How to make good jpeg previews for pdf, psd & mov on the command line.
Yes you did read that right: preview images for photoshop, quicktime and pdf.
Like so many web developers I need to make a jpeg/gif/png preview of photoshop files, and quicktime and pdfs.
We need thumbnails for these things and I mean NEED.
First the bad news, this will only work on OS X 10.4.
I will be trying to find a way to make it work on FreeBSD.
Now the good news.
ImageMagick needs Ghostscript to make images of PDF's and a quick read of the forum indicates they're not all that great.
ImageMagick can also make previews of photoshop files but my tests using files created by real designers looked like a bombsite. No good.
ImageMagick doesn't really acknowledge the existence of quicktime as a format so I couldn't even attempt that.
Thanks to a very demanding client I just kept looking for an answer, you know how it goes...
If I read every single page on the web I might find one. Once I've got to the end start again as a billion years have passed and surely things have changed by now.
So I read the forums trying to find a way to get the poster frame from quicktime and came across a mention of qt_tools.
Quicktime is a major part of the Mac OS and this explains what I'm about to show you.
Sadly Quicktime doesn't seem to have the ability to export as jpeg or any other browser readable format via the command line so you will probably still need ImageMagick.
If you're like me you will anyway as you'll want to resize etc.
First get qt_tools from:
<a href="http://www.omino.com/~poly/software/qt_tools/" target="_blank">http://www.omino.com/~poly/software/qt_tools/</a>
I have a rigourous installation process so I have the following folder on my test server:
/home/src/
I download all my sources into there, it makes it easy to keep track of things.
Some of my servers are on the other side of the world so I'll also show you how to do this without going anywhere near the finder.
open terminal and get ready to copy and paste, or if you're installing remotely open up your ssh session to your remote server and again get ready to copy and paste:
ready:
change into the directory you like to keep your source in: cd /home/src/
download the files using curl curl -O <a href="http://www.omino.com/~poly/software/qt_tools/qt_tools.tgz" target="_blank">http://www.omino.com/~poly/software/qt_tools/qt_tools.tgz`
untar them tar xzf qt_tools.tgz
now you'll have a folder starting with qt_tools in my case qt_tools_2_0_414, you'll want to cd into it: cd qt_tools_2_0_414
Read the readme etc because you're a dilligent developer who never ever pesters the poor creator of great tools like this before you've read stuff... do you.
Now you can build it: sudo ./install.sh
enter your admin pw to install when prompted
you'll be asked whether you really want to install:
Do you wish to install qt_tools? (y/n):
you probably do ;)
That's it install done. Easier than imagemagick right ;)
You'll need to have /usr/local/bin in your path in order to call the command directly without having to put the entire path in explicitly.
On bash you can do this like so:
echo 'export PATH=/usr/local/bin:$PATH' >> ~/.bash_profile
Then you have to close and re-open the terminal window/ssh session.
Have a read of the help docs to see how to use the tools:
http://www.omino.com/~poly/software/qt_tools/man/qt_export.html
lets say you want to make a PICT from a frame in a quicktime movie: Lets say that frame is at 20.4 seconds.
qt_export --exporter=PICT,.... /xxx.mov /test.PICT --duration=20.4,20.4
Here's the magical bit, you'd expect it to do quicktime, it being called qt_tools, but as quicktime is such an integral part of the OS it can read all sorts of files.
If you don't believe me just try opening a photoshop file in quicktime and you'll see.
So to conver a psd to a pict we do:
qt_export --exporter=PICT,.... /psdtest.psd /psdtest.PICT --duration=0.0,20.4
How about a pdf:
qt_export --exporter=PICT,.... /pdftest.pdf /pdftest.PICT --duration=0.0,20.4
I'm sure there's loads of other formats it'll play with.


### Work request
One line at a time, check the entries below for the word "correction", and copy each line that has it.

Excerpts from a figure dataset
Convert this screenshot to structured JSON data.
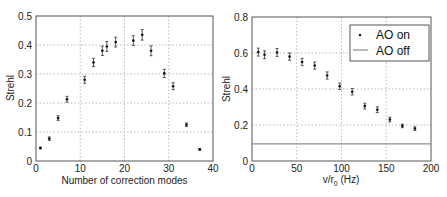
{
  "chart_data": [
    {
      "type": "scatter",
      "title": "",
      "xlabel": "Number of correction modes",
      "ylabel": "Strehl",
      "xlim": [
        0,
        40
      ],
      "ylim": [
        0,
        0.5
      ],
      "xticks": [
        0,
        10,
        20,
        30,
        40
      ],
      "yticks": [
        0,
        0.1,
        0.2,
        0.3,
        0.4,
        0.5
      ],
      "xtick_labels": [
        "0",
        "10",
        "20",
        "30",
        "40"
      ],
      "ytick_labels": [
        "0",
        "0.1",
        "0.2",
        "0.3",
        "0.4",
        "0.5"
      ],
      "grid": true,
      "series": [
        {
          "name": "Strehl",
          "marker": "dot-with-errorbar",
          "x": [
            1,
            3,
            5,
            7,
            11,
            13,
            15,
            16,
            18,
            22,
            24,
            26,
            29,
            31,
            34,
            37
          ],
          "y": [
            0.045,
            0.077,
            0.148,
            0.213,
            0.28,
            0.34,
            0.38,
            0.395,
            0.41,
            0.415,
            0.435,
            0.38,
            0.302,
            0.258,
            0.125,
            0.04
          ],
          "err": [
            0.003,
            0.006,
            0.008,
            0.01,
            0.012,
            0.014,
            0.016,
            0.017,
            0.017,
            0.017,
            0.018,
            0.017,
            0.014,
            0.012,
            0.006,
            0.003
          ]
        }
      ]
    },
    {
      "type": "scatter",
      "title": "",
      "xlabel": "v/r0 (Hz)",
      "ylabel": "Strehl",
      "xlim": [
        0,
        200
      ],
      "ylim": [
        0,
        0.8
      ],
      "xticks": [
        0,
        50,
        100,
        150,
        200
      ],
      "yticks": [
        0,
        0.2,
        0.4,
        0.6,
        0.8
      ],
      "xtick_labels": [
        "0",
        "50",
        "100",
        "150",
        "200"
      ],
      "ytick_labels": [
        "0",
        "0.2",
        "0.4",
        "0.6",
        "0.8"
      ],
      "grid": true,
      "legend_position": "upper right",
      "legend": [
        "AO on",
        "AO off"
      ],
      "series": [
        {
          "name": "AO on",
          "marker": "dot-with-errorbar",
          "x": [
            7,
            14,
            28,
            42,
            56,
            70,
            84,
            98,
            112,
            126,
            140,
            154,
            168,
            182
          ],
          "y": [
            0.605,
            0.59,
            0.603,
            0.58,
            0.55,
            0.53,
            0.475,
            0.415,
            0.385,
            0.305,
            0.285,
            0.23,
            0.195,
            0.18
          ],
          "err": [
            0.022,
            0.022,
            0.022,
            0.02,
            0.02,
            0.02,
            0.02,
            0.018,
            0.018,
            0.016,
            0.016,
            0.013,
            0.01,
            0.01
          ]
        },
        {
          "name": "AO off",
          "style": "horizontal-line",
          "y": 0.095
        }
      ]
    }
  ],
  "left_chart": {
    "xlabel": "Number of correction modes",
    "ylabel": "Strehl",
    "xtick_labels": [
      "0",
      "10",
      "20",
      "30",
      "40"
    ],
    "ytick_labels": [
      "0",
      "0.1",
      "0.2",
      "0.3",
      "0.4",
      "0.5"
    ]
  },
  "right_chart": {
    "xlabel_main": "v/r",
    "xlabel_sub": "0",
    "xlabel_units": " (Hz)",
    "ylabel": "Strehl",
    "xtick_labels": [
      "0",
      "50",
      "100",
      "150",
      "200"
    ],
    "ytick_labels": [
      "0",
      "0.2",
      "0.4",
      "0.6",
      "0.8"
    ],
    "legend": {
      "ao_on": "AO on",
      "ao_off": "AO off"
    }
  },
  "colors": {
    "axis": "#555555",
    "grid": "#bbbbbb",
    "marker": "#111111",
    "ao_off_line": "#777777"
  }
}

### Solution
      "xlabel": "Number of correction modes",
    "xlabel": "Number of correction modes",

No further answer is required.